I begin my thoughts on education by reflecting on the recent scandal in the United States around college admissions. Fifty people have been indicted on charges that they falsified school records, invented sports teams, provided substitutes for tests, asked for extra time to complete the tests, and bribed college officials. And these fifty people are parents! They were trying to get their children accepted into colleges with the prestige they believed their children deserved, despite the fact that their children were not qualified for admission.
What motivates parents to go to such extreme behavior around their children? I had heard of the term “helicopter parents” for some time, about parents who constantly hovered around their children. But now I heard the term “snowplow parents” which applies in this situation. A “helicopter parent” might need to talk to their college student every day. But a “snowplow parent” has a different job. That parent is determined to remove any and all obstacles in the way of their child’s forward progress. This is called helping.
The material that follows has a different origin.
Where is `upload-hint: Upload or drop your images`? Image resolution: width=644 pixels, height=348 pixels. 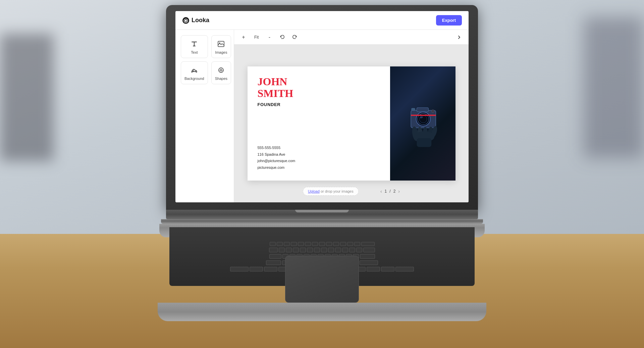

Sad to say, this “helpful” behavior actually handicaps their children. Most of us realize that it is in overcoming obstacles that we grow. There is a real satisfaction in achieving our own goals without the interference of “well meaning” parents. A child’s wonky science project pleases her much more than the carefully finished one of a fellow student’s whose parent stepped in to finish it. The one knows she can accomplish something. The other doubts her own abilities and believes she will always need to be rescued.
Unless the snowplow parents hoped to pay for their children’s essays, pay for substitutes for their exams, and feed answers to them through earpieces in class discussions, their children were bound to fail their classes. Sadder still, their children would feel like failures when all they needed was to be celebrated for the people they actually were, not the lofty projections of their parents.








I have no idea is this works. The internet is full of before and after photos of this procedure and I admit I can’t discern any difference. But then I am a skeptic about any no effort plans for weight loss.